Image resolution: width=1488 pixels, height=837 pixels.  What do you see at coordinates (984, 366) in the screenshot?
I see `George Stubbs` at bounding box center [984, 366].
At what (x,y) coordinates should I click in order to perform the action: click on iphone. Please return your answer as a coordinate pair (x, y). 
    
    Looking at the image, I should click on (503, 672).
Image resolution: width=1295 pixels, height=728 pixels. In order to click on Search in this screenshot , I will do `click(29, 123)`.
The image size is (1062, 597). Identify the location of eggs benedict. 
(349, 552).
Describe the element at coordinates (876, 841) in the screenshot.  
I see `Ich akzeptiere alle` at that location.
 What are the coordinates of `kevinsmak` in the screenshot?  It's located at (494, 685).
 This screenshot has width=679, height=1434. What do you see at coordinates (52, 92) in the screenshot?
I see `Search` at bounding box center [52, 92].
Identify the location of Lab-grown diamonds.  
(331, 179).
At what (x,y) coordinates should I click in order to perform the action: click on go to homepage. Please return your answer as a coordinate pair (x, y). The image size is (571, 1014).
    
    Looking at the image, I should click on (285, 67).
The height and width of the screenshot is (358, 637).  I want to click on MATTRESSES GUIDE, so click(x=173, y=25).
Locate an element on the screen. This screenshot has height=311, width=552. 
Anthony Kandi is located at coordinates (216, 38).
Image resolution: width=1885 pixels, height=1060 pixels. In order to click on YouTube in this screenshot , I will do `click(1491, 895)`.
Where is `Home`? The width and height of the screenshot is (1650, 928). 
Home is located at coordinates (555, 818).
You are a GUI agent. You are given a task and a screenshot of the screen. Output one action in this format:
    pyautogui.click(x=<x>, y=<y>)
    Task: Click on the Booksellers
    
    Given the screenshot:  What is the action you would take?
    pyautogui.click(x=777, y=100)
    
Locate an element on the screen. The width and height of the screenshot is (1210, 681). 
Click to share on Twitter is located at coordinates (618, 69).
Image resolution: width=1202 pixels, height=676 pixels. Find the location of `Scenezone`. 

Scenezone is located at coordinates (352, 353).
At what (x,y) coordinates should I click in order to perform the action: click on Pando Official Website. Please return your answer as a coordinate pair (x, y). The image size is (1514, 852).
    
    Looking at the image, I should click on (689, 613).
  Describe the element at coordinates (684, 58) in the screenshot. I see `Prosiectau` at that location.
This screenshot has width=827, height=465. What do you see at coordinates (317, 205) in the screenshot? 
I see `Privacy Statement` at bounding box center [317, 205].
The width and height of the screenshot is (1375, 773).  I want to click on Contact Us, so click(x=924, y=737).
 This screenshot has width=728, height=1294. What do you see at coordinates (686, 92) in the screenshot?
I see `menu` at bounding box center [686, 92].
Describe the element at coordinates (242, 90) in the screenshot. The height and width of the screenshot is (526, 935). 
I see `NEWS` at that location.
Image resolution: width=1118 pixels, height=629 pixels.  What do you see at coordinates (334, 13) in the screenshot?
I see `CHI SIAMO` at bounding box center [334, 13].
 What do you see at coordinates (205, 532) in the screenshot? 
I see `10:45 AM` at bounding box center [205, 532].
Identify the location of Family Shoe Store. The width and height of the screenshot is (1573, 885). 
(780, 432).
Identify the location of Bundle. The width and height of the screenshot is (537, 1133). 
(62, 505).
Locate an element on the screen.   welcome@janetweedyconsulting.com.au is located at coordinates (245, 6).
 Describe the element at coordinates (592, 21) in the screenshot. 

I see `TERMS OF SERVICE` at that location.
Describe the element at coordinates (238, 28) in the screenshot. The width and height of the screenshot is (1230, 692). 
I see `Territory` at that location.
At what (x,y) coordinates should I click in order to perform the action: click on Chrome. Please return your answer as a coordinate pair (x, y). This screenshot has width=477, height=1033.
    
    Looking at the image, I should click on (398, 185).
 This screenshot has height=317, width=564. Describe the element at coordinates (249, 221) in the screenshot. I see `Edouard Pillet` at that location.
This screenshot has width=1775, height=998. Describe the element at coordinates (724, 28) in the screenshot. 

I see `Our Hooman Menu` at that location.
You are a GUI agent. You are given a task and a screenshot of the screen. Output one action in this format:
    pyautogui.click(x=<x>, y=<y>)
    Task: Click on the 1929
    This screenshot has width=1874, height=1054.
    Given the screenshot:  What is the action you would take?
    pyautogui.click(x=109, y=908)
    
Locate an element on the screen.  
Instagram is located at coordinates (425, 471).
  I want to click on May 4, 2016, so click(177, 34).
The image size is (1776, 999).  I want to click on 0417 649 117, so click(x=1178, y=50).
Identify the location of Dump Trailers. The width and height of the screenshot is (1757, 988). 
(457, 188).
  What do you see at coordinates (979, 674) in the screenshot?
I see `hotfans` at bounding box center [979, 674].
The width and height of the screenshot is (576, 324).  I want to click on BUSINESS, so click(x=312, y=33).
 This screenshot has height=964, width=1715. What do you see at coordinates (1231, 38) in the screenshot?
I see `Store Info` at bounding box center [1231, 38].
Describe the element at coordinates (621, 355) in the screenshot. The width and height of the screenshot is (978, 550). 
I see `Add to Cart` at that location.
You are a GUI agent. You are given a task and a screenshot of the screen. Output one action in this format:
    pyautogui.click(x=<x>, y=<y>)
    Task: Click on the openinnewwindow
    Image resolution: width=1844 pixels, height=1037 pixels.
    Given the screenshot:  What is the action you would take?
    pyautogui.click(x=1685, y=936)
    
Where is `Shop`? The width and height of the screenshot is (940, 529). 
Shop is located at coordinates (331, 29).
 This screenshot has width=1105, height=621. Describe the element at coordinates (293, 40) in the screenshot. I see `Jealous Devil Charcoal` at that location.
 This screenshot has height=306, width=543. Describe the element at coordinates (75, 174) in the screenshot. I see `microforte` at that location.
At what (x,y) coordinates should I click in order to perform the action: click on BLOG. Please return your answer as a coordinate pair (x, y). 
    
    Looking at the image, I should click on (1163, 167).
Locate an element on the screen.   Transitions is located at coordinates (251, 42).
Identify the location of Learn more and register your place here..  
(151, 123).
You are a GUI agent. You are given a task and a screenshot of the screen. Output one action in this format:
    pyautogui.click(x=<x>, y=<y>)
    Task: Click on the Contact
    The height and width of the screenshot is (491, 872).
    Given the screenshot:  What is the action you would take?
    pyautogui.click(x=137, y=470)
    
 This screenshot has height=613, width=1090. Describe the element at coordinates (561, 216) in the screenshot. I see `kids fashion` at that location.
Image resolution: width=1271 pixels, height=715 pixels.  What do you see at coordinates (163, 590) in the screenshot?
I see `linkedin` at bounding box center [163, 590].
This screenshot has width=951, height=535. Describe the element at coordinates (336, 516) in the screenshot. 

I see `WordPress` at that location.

• **DIRECTIONS**
Pull every line containing the word "will" out of the listing.

• **ANSWER BOX**
Image resolution: width=1295 pixels, height=728 pixels. In order to click on Search in this screenshot , I will do `click(29, 123)`.
Image resolution: width=1885 pixels, height=1060 pixels. In order to click on YouTube in this screenshot , I will do `click(1491, 895)`.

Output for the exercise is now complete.